Life in 2018 can be stressful. We can all agree on that, right?
Watching the news is stressful. Going on the Internet and engaging with social media is stressful.
Earlier this year I was reading an article about the 10th anniversary of the credit crunch and I found myself wistfully reminiscing about a simpler time when all we had to worry about was the potential collapse of all world banks and a future of queuing up for a lunchtime sandwich with a wheelbarrow full of worthless currency.
The temptation at times like this can be to disengage. Modern technology offers us infinite spaces to go and calm our jangled nerves. Some of us are retreating ever further inside carefully curated digital echo chambers of our own opinions.
Others are checking out entirely.
A big part of my work involves encouraging people to develop healthy habits and prioritise self-care, and an increasing number of my clients are saying that they feel a need to take a step back from the world – delete their Twitter, delete their Facebook, stop watching the news.
And I get it. Pausing and finding a peaceful space to reconnect with yourself is vitally important in a world that can be overwhelming at times. And there is a real risk that in taking that step back we end up becoming isolated and disconnected.
But, like I say, I get it. However in retreating, we are only following the example of our current leaders. Political leadership over the past few years has lurched towards isolationism in its policy making. And while these figures – Trump, Erdogan, the so-called ‘Brexiteers’ – inspire fierce devotion from some, they have alienated many more.
And yet, there is a new generation pointing the way ahead – a courageous few who have realised that what the world needs is not more ‘leaders’: what we need right now are warriors.
Warriorship is about stepping up to the challenges that we face as a planet; it’s about embracing the paradoxes of life in the digital age; it’s about disconnecting from the ego and truly being in service of something bigger than the all-consuming self; it’s about going beyond mere words and actually taking action to create the world that you want to see.
Warriors don’t necessarily choose to be so – usually they find themselves called on by the world.
Look at the example set by the survivors of the Stoneman Douglas school shooting in Parkland, Florida. These are children. Still too young to vote, to get served in a bar. Yet they responded to unspeakable tragedy by stepping forward into warriorship. A small group of teenagers have created the most powerful grass-roots gun reform movement in US history.
Only four days after seeing their classmates slaughtered they announced ‘March For Our Lives’, a proposed student-led demonstration to lobby for tighter gun-control laws. Just over a month later an estimated 2 million people turned out all across the United States for one of the largest mass protests in the country’s history.
In the course of organising this movement, some of the kids have become well known, even appearing on the cover of Time Magazine. But they practice collective leadership, with no one individual claiming ownership. They operate as a system, always aware that they are acting in service of something far greater than themselves.
Interestingly, as social-medial natives, these warriors have demonstrated how modern technology can indeed be used to connect, create, and inspire collective action. “People always say, ‘Get off your phones,’ but social media is our weapon,” said Jaclyn Corin when she and her friends were interviewed by Time. “Without it, the movement wouldn’t have spread this fast.”
Of course, they are not immune to the shadow-side of social media. In the course of creating their movement, the Parkland survivors have been subjected to relentless abuse, death threats, and even been accused of being ‘crisis actors’. Yet in the face of this provocation they have remained dignified and focused.
They show us that true warriors are resilient. They show us that true warriors are driven by their sense of purpose to loose themselves from the shackles of ego. They show us that true warriors are willing to step up and engage with the world even when it is hard and painful. Especially when it is hard and painful.
These kids are an example to us all, but they are not alone. Wade through the bad news, the bluster, and the misinformation and you will find warrior stories everywhere. The world seems to be awakening to the idea that what was once understood to be ‘leadership’ has had it’s day, and that warriorship is what is needed to guide us into the next phase of this planet’s evolution.
Warriors are the people who are going to change the world, on the biggest stage and the most intimate. Warriorship is an attitude, a way of being. Expressing it does not require you to immediately go out and start a mass social movement. But it does mean taking action rather than just talking about it. It does mean swapping good intentions for great deeds. It does mean moving your focus from ‘Me’ to ‘Us’ – from ‘I’ to ‘We’.
In any moment you can behave like a warrior. You can do it now, this instant. Go on. Do it now.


▸ **PROBLEM REQUIREMENTS**:
In the copy, include every entry exactly but none of the images.
****
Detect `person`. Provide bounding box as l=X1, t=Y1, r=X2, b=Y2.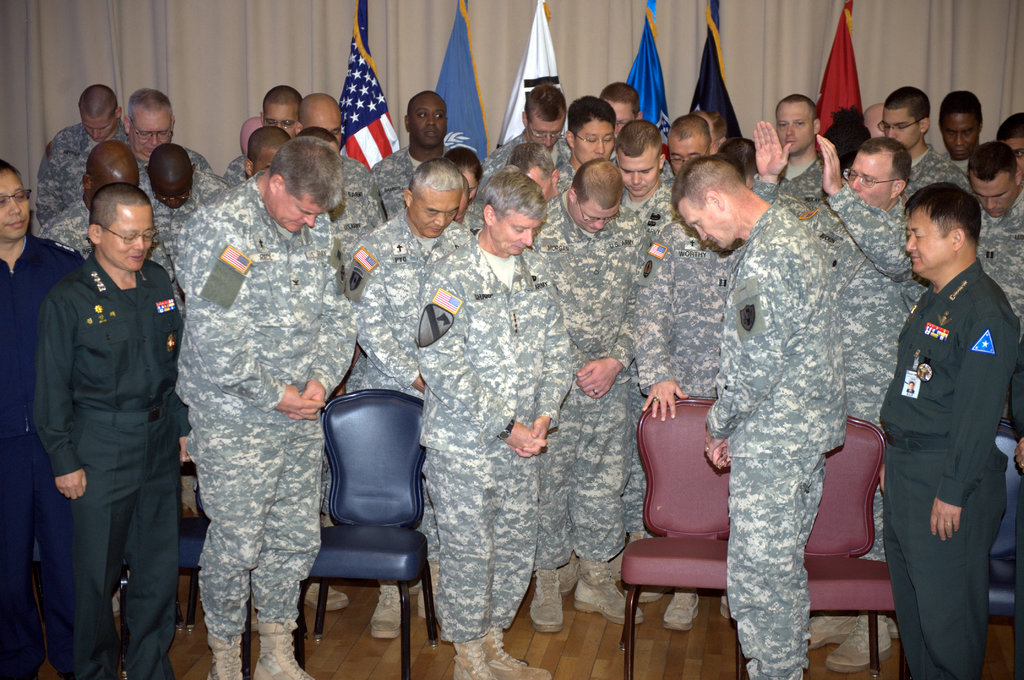
l=662, t=118, r=722, b=244.
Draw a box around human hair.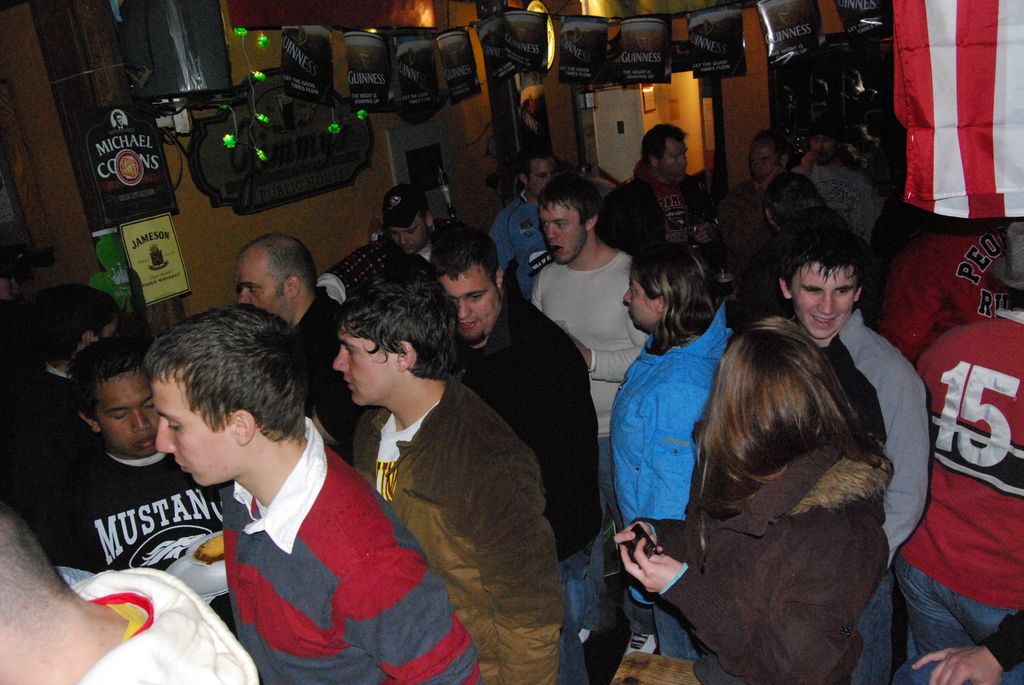
bbox=[63, 333, 146, 427].
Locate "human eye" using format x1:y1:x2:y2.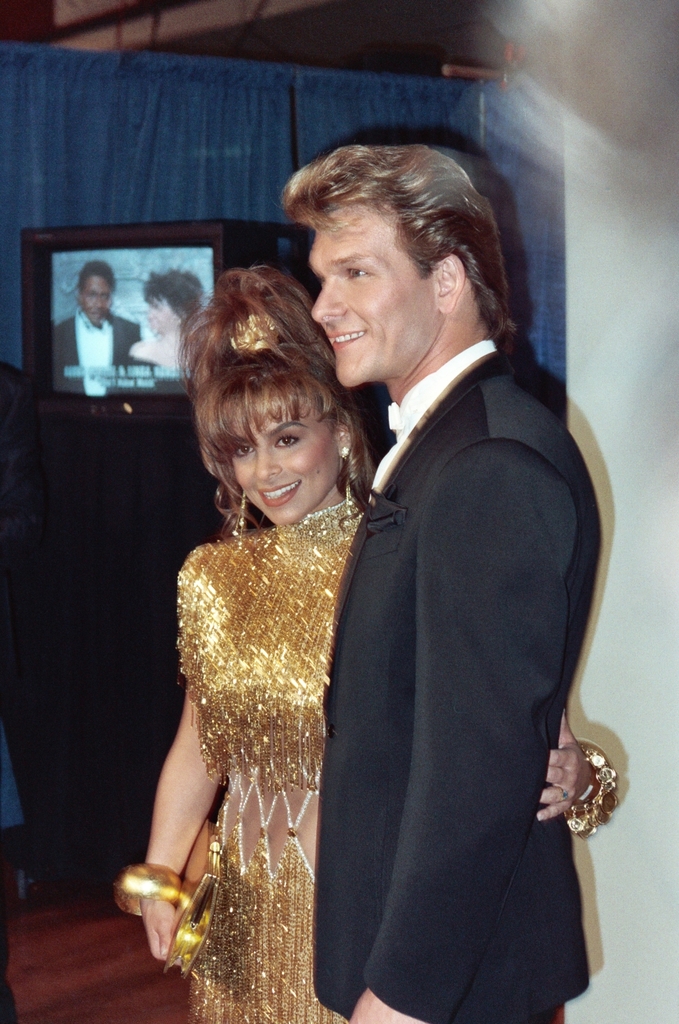
342:258:374:281.
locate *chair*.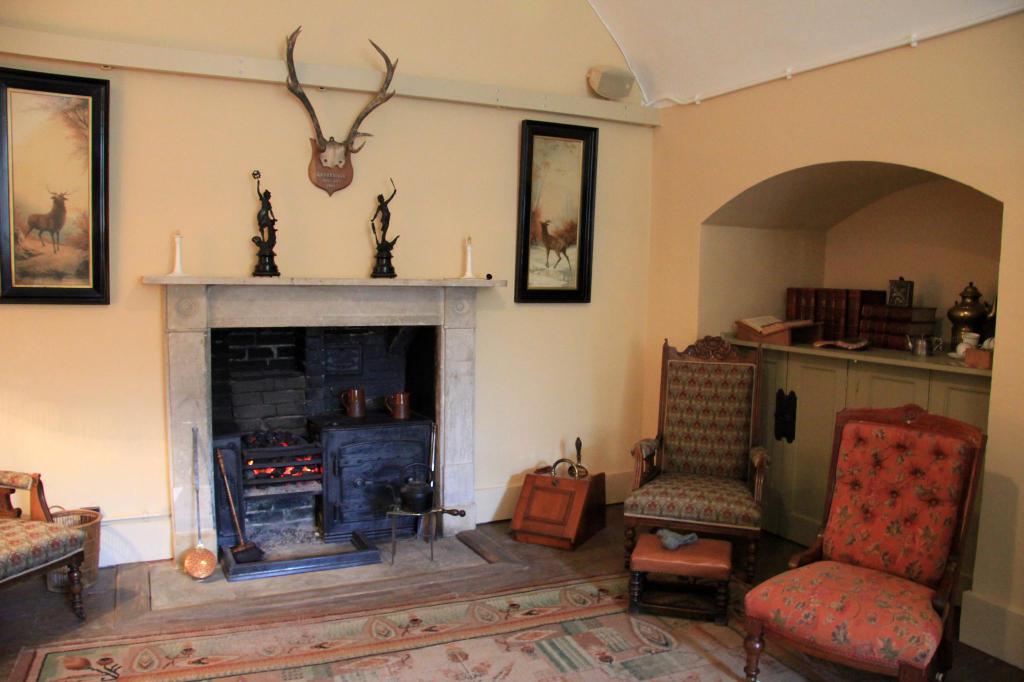
Bounding box: locate(0, 465, 88, 624).
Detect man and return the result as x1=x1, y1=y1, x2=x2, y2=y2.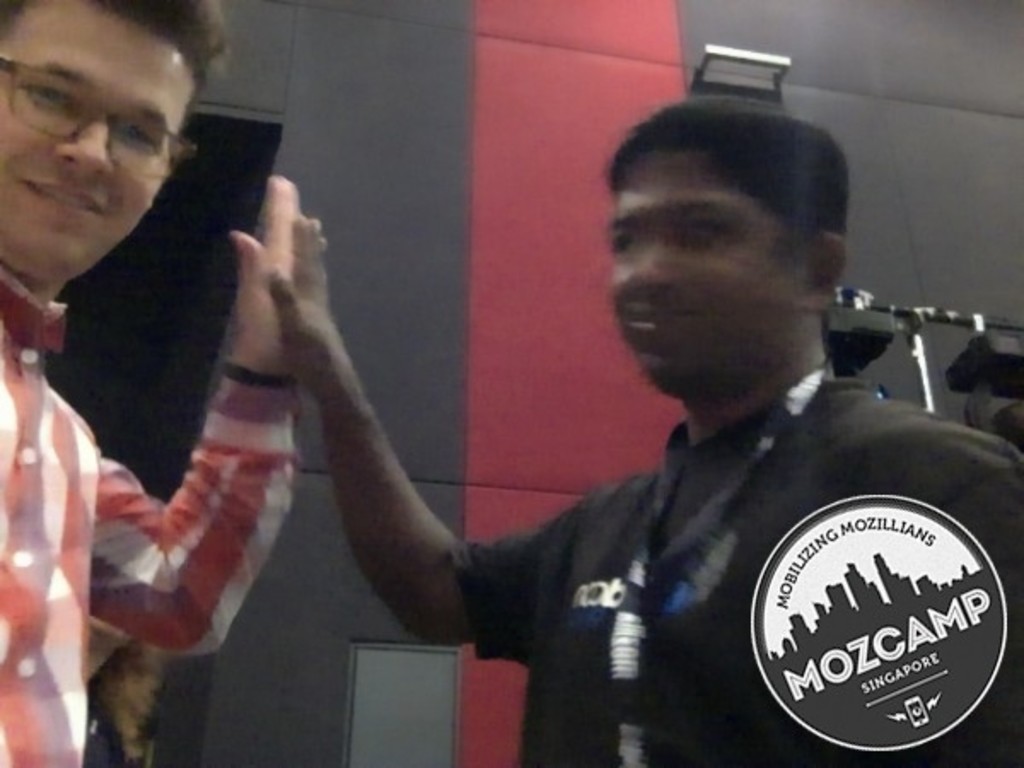
x1=0, y1=0, x2=304, y2=766.
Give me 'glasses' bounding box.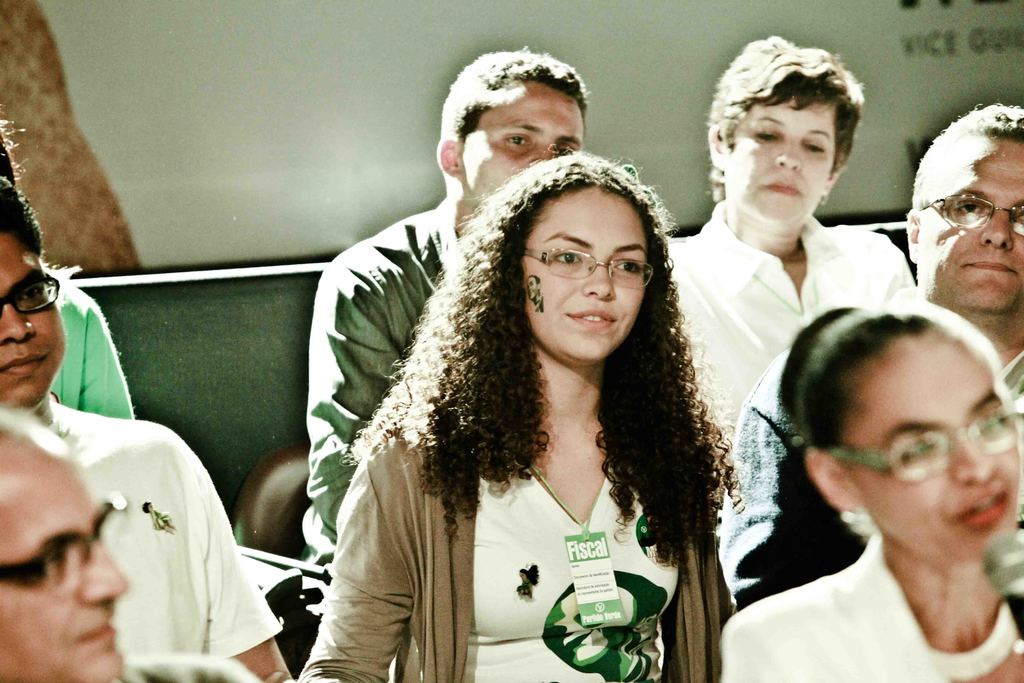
****
▸ **FINAL ANSWER**:
Detect `person`. Provide bounding box as l=X1, t=Y1, r=X2, b=Y2.
l=662, t=118, r=722, b=244.
Draw a box around human hair.
bbox=[63, 333, 146, 427].
Locate "human eye" using format x1:y1:x2:y2.
342:258:374:281.
locate *chair*.
Bounding box: locate(0, 465, 88, 624).
Detect man and return the result as x1=x1, y1=y1, x2=x2, y2=y2.
x1=0, y1=0, x2=304, y2=766.
Give me 'glasses' bounding box.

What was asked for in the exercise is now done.